What Actually Happened at Ford
Ford shed roughly 5,300 salaried positions since its 2020 employment peak, part of a wider contraction that eliminated more than 20,000 white-collar jobs across Detroit’s automakers. The company leaned progressively harder on automated inspection systems to compensate. COO Kumar Galhotra told journalists the company had been “relying more and more on automated quality systems and not getting the desired results.” VP of vehicle hardware engineering Charles Poon went further: “Mistakenly we thought that by just introducing artificial intelligence and ingesting the design requirements that we had” it would work.
It did not. The problem was not that the AI was fundamentally broken, but that experienced workers left before they could transfer their institutional knowledge into the systems meant to replace them. Without decades of engineering judgment encoded in the training data, Ford’s automated tools amplified weak inputs rather than catching design flaws.

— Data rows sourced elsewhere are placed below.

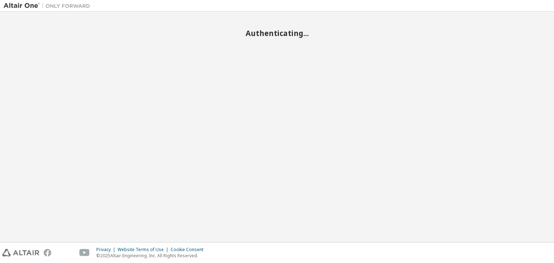 The width and height of the screenshot is (554, 263). I want to click on img: altair_logo.svg, so click(21, 253).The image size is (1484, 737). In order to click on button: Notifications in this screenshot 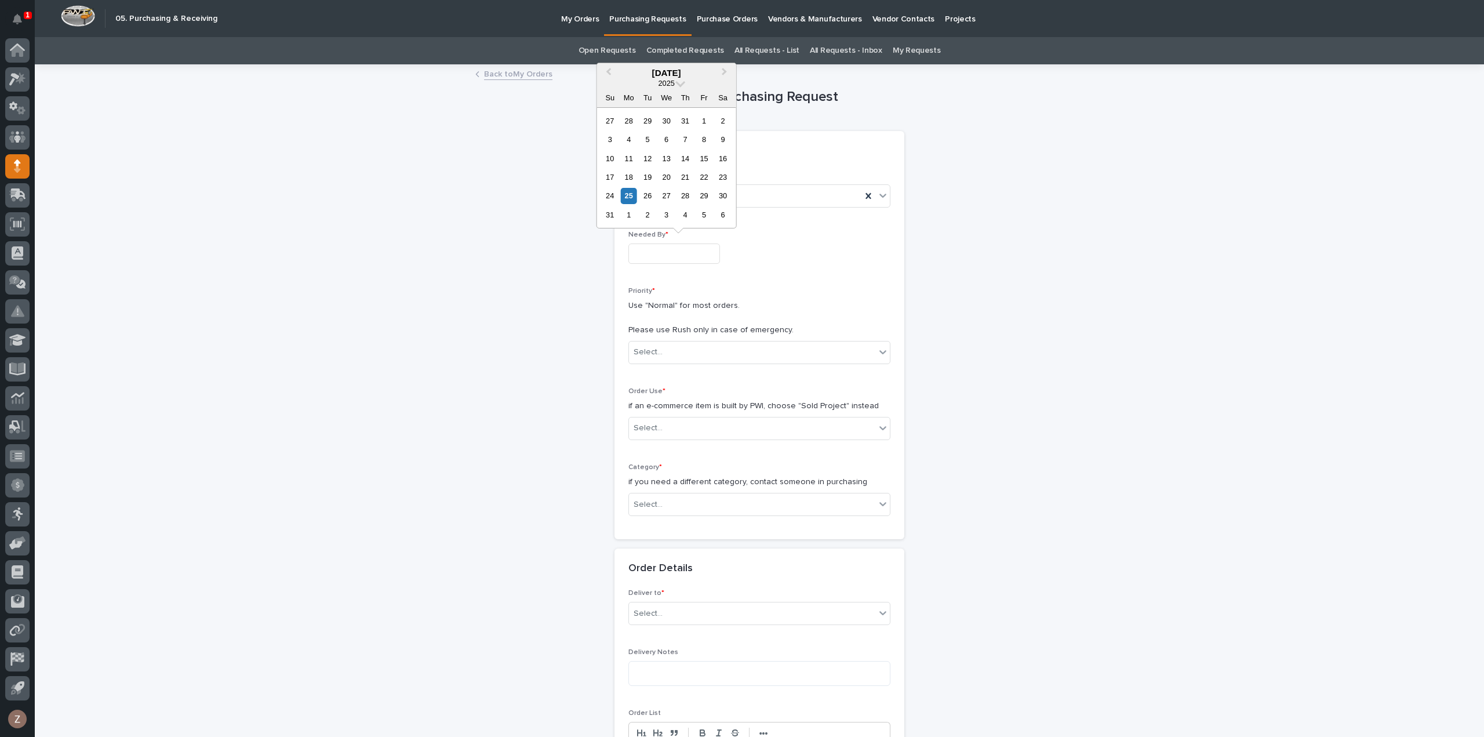, I will do `click(17, 19)`.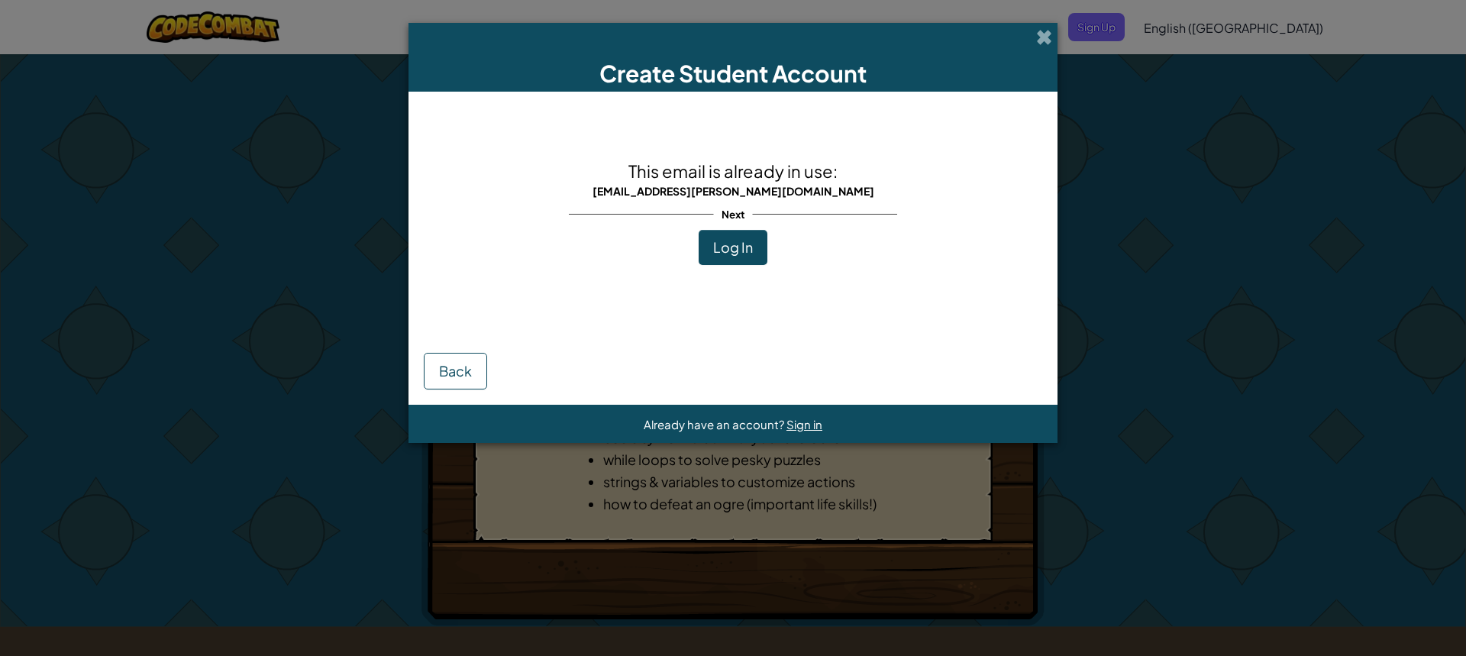 The width and height of the screenshot is (1466, 656). What do you see at coordinates (804, 424) in the screenshot?
I see `a: Sign in` at bounding box center [804, 424].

The rehired engineers were tasked with three things: mentoring junior staff, rebuilding the data pipelines feeding Ford’s AI training, and refining the automated systems they were originally brought in to replace. The result was Ford topping the JD Power 2026 U.S. Initial Quality Study for the first time since 2010, with seven of its top ten models ranking in the top three of their segments. CEO Jim Farley said the changes contributed to “hundreds and hundreds of millions of dollars of a tailwind for Ford on cost” through lower warranty and recall bills.
The Irony Nobody Is Addressing
Ford CEO Jim Farley publicly predicted that AI “is going to replace literally half of all white-collar workers in the US.” His own company’s quality crisis is the most visible counter-argument to that thesis in American manufacturing right now. Ford remains the most recalled automaker in the US, issuing 51 recalls in 2026 covering more than 11 million vehicles, more than double the next-closest manufacturer, though executives attribute this to the earlier automation-heavy period rather than current operations.

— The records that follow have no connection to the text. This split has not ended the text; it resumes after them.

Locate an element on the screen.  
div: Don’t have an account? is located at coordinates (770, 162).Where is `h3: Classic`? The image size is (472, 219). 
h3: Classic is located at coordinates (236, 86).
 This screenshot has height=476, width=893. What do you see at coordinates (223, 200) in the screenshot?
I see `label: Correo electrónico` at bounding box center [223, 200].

Anthropic has pledged $200 million to study AI’s impact on jobs, and its co-founder has urged controls on AI progression. Ford’s case gives that research a concrete starting point: the transition cost is not just the workers displaced, but the institutional knowledge that disappears with them and cannot be recovered from job postings or training datasets alone. OpenAI, Anthropic, Amazon, and Microsoft this week backed RAISE US, a $500 million nonprofit to retrain American workers for the AI economy. Ford’s experience suggests the harder problem is not retraining but knowing which workers you cannot afford to lose in the first place.